Waymo recalls 3,800 robotaxis over flooded-road risk
Waymo is recalling about 3,800 robotaxis in the United States after finding a risk that some waymo vehicles could enter flooded roads with higher speed limits. The move follows an April 20 incident in San Antonio during extreme weather. No one was inside the vehicle, and there were no injuries.
Waymo and San Antonio flooding
The company said the recall comes after a vehicle drove into a flooded lane in San Antonio on April 20. Waymo said it is working to implement additional software safeguards and has put mitigations in place, including refining its extreme weather operations during periods of intense rain, limiting access to areas where flash flooding might occur.
NHTSA scope and maps
The National Highway Traffic Safety Administration said Waymo has temporarily narrowed its operating scope to increase weather-related restrictions. The agency also said Waymo has updated its maps while it works on a permanent remedy. That points to a fix that is already partly operational, but not yet finished.
Waymo under scrutiny
The recall lands while Waymo is already facing an NHTSA investigation after one of its self-driving vehicles struck a child near an elementary school in Santa Monica, California, in January. The child suffered minor injuries. In March, the National Transportation Safety Board said it was investigating a January incident in which Waymo self-driving vehicles passed a stopped school bus with its lights activated in violation of Texas state law.
For riders, the immediate change is not a shutdown. It is a narrower operating scope around weather and flood risk while Waymo works on software changes that it says should keep vehicles away from dangerous water-covered roads. The unresolved question is how quickly the permanent remedy reaches the full fleet of about 3,800 robotaxis.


#### The problem
Using the records below, filter for lines that contain the string "icon" and copy them out.

#### Supplied entries

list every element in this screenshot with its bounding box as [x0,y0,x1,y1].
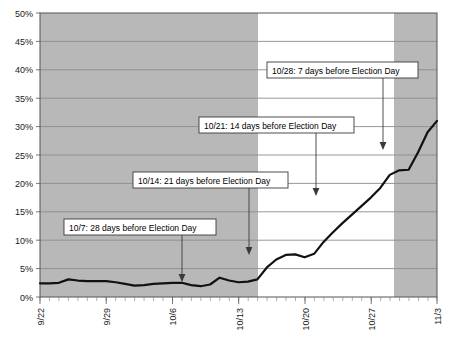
y-tick-label-25: 25% [15,151,33,161]
y-tick-label-45: 45% [15,37,33,47]
annotation-10-14-label: 10/14: 21 days before Election Day [138,176,271,186]
chart-canvas: 50% 45% 40% 35% 30% 25% 20% 15% 10% 5% 0… [0,0,454,343]
line-chart: 50% 45% 40% 35% 30% 25% 20% 15% 10% 5% 0… [0,0,454,343]
annotation-10-28-label: 10/28: 7 days before Election Day [272,66,400,76]
y-tick-label-30: 30% [15,122,33,132]
y-axis-labels: 50% 45% 40% 35% 30% 25% 20% 15% 10% 5% 0… [15,9,33,303]
x-tick-label-0: 9/22 [36,308,46,326]
x-tick-label-4: 10/20 [301,308,311,331]
y-axis-ticks [36,13,40,297]
x-tick-label-5: 10/27 [367,308,377,331]
y-tick-label-5: 5% [20,264,33,274]
y-tick-label-50: 50% [15,9,33,19]
x-tick-label-1: 9/29 [102,308,112,326]
x-tick-label-3: 10/13 [235,308,245,331]
annotation-10-7-label: 10/7: 28 days before Election Day [69,223,197,233]
y-tick-label-35: 35% [15,94,33,104]
annotation-10-21-label: 10/21: 14 days before Election Day [204,121,337,131]
y-tick-label-15: 15% [15,207,33,217]
y-tick-label-20: 20% [15,179,33,189]
y-tick-label-40: 40% [15,65,33,75]
y-tick-label-10: 10% [15,236,33,246]
x-tick-label-2: 10/6 [168,308,178,326]
y-tick-label-0: 0% [20,293,33,303]
x-tick-label-6: 11/3 [433,308,443,325]
x-axis-major-ticks [40,297,437,304]
x-axis-labels: 9/22 9/29 10/6 10/13 10/20 10/27 11/3 [36,308,443,331]
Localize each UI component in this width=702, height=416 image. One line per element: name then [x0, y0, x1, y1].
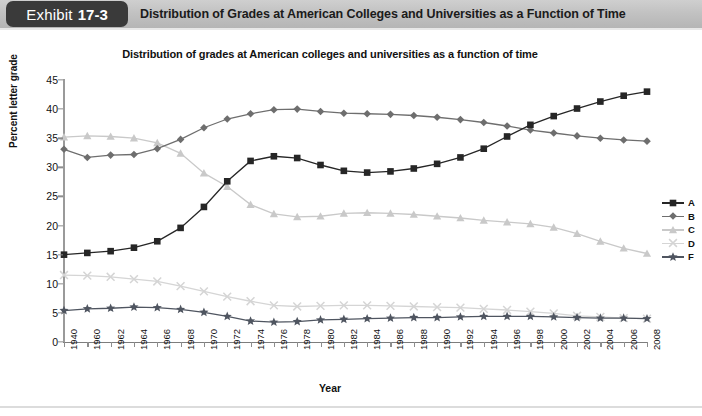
- data-point: [200, 124, 208, 132]
- legend-item-b[interactable]: B: [662, 210, 702, 224]
- legend-marker-star-icon: [662, 251, 684, 263]
- data-point: [573, 132, 581, 140]
- data-point: [247, 158, 254, 165]
- y-tick-label: 40: [46, 103, 58, 115]
- data-point: [457, 154, 464, 161]
- data-point: [620, 92, 627, 99]
- data-point: [224, 178, 231, 185]
- legend-marker-x-icon: [662, 237, 684, 249]
- data-point: [129, 302, 138, 311]
- data-point: [131, 244, 138, 251]
- y-tick-label: 30: [46, 161, 58, 173]
- data-point: [550, 113, 557, 120]
- data-point: [294, 155, 301, 162]
- data-point: [411, 165, 418, 172]
- x-axis-label: Year: [0, 382, 660, 394]
- data-point: [386, 313, 395, 322]
- data-point: [363, 314, 372, 323]
- x-tick-mark: [624, 342, 625, 347]
- data-point: [293, 105, 301, 113]
- legend-item-f[interactable]: F: [662, 250, 702, 264]
- y-tick-label: 15: [46, 249, 58, 261]
- data-point: [271, 153, 278, 160]
- data-point: [434, 161, 441, 168]
- y-tick-mark: [58, 196, 63, 197]
- chart-title: Distribution of grades at American colle…: [0, 48, 660, 60]
- data-point: [223, 312, 232, 321]
- series-line-d: [64, 275, 647, 319]
- x-tick-mark: [157, 342, 158, 347]
- exhibit-badge-number: 17-3: [78, 6, 108, 23]
- legend-item-a[interactable]: A: [662, 196, 702, 210]
- data-point: [177, 136, 185, 144]
- data-point: [176, 305, 185, 314]
- exhibit-header-bar: Exhibit 17-3 Distribution of Grades at A…: [0, 0, 702, 28]
- data-point: [317, 108, 325, 116]
- data-point: [387, 168, 394, 175]
- data-point: [223, 115, 231, 123]
- x-tick-mark: [64, 342, 65, 347]
- x-tick-mark: [134, 342, 135, 347]
- legend-marker-square-icon: [662, 197, 684, 209]
- x-tick-mark: [460, 342, 461, 347]
- x-tick-mark: [530, 342, 531, 347]
- data-point: [107, 151, 115, 159]
- legend-label: A: [688, 197, 695, 208]
- chart-series-layer: [64, 80, 647, 342]
- x-tick-mark: [367, 342, 368, 347]
- data-point: [480, 119, 488, 127]
- y-tick-mark: [58, 79, 63, 80]
- data-point: [177, 149, 185, 156]
- legend-marker-triangle-icon: [662, 224, 684, 236]
- y-tick-mark: [58, 312, 63, 313]
- data-point: [363, 110, 371, 118]
- data-point: [597, 98, 604, 105]
- series-line-a: [64, 92, 647, 255]
- figure-bottom-divider: [0, 406, 702, 408]
- exhibit-badge-word: Exhibit: [26, 6, 72, 23]
- data-point: [410, 112, 418, 120]
- data-point: [293, 317, 302, 326]
- data-point: [270, 106, 278, 114]
- data-point: [316, 315, 325, 324]
- x-tick-mark: [321, 342, 322, 347]
- y-tick-label: 45: [46, 74, 58, 86]
- data-point: [572, 313, 581, 322]
- legend-marker-diamond-icon: [662, 210, 684, 222]
- data-point: [199, 308, 208, 317]
- data-point: [409, 313, 418, 322]
- exhibit-figure: Exhibit 17-3 Distribution of Grades at A…: [0, 0, 702, 416]
- data-point: [153, 303, 162, 312]
- legend-item-d[interactable]: D: [662, 237, 702, 251]
- y-axis-ticks: 051015202530354045: [30, 80, 58, 342]
- x-tick-mark: [274, 342, 275, 347]
- x-tick-mark: [600, 342, 601, 347]
- y-tick-label: 10: [46, 278, 58, 290]
- data-point: [433, 113, 441, 121]
- data-point: [480, 145, 487, 152]
- data-point: [84, 154, 92, 162]
- y-tick-label: 20: [46, 220, 58, 232]
- data-point: [83, 304, 92, 313]
- y-tick-mark: [58, 341, 63, 342]
- legend-item-c[interactable]: C: [662, 223, 702, 237]
- chart-legend: ABCDF: [662, 196, 702, 264]
- y-tick-mark: [58, 167, 63, 168]
- y-tick-label: 25: [46, 190, 58, 202]
- data-point: [503, 122, 511, 130]
- chart-area: Distribution of grades at American colle…: [0, 30, 702, 408]
- exhibit-header-title: Distribution of Grades at American Colle…: [140, 0, 626, 28]
- data-point: [526, 312, 535, 321]
- y-tick-label: 35: [46, 132, 58, 144]
- legend-label: B: [688, 211, 695, 222]
- y-tick-mark: [58, 108, 63, 109]
- y-tick-mark: [58, 138, 63, 139]
- legend-label: D: [688, 238, 695, 249]
- legend-label: F: [688, 251, 694, 262]
- series-d: [60, 271, 651, 322]
- data-point: [270, 210, 278, 217]
- data-point: [246, 316, 255, 325]
- data-point: [550, 129, 558, 137]
- data-point: [130, 151, 138, 159]
- data-point: [620, 136, 628, 144]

#### Solution to this task
- legend-marker-star-icon: [662, 251, 684, 263]
- legend-marker-x-icon: [662, 237, 684, 249]
- legend-marker-square-icon: [662, 197, 684, 209]
- legend-marker-triangle-icon: [662, 224, 684, 236]
- legend-marker-diamond-icon: [662, 210, 684, 222]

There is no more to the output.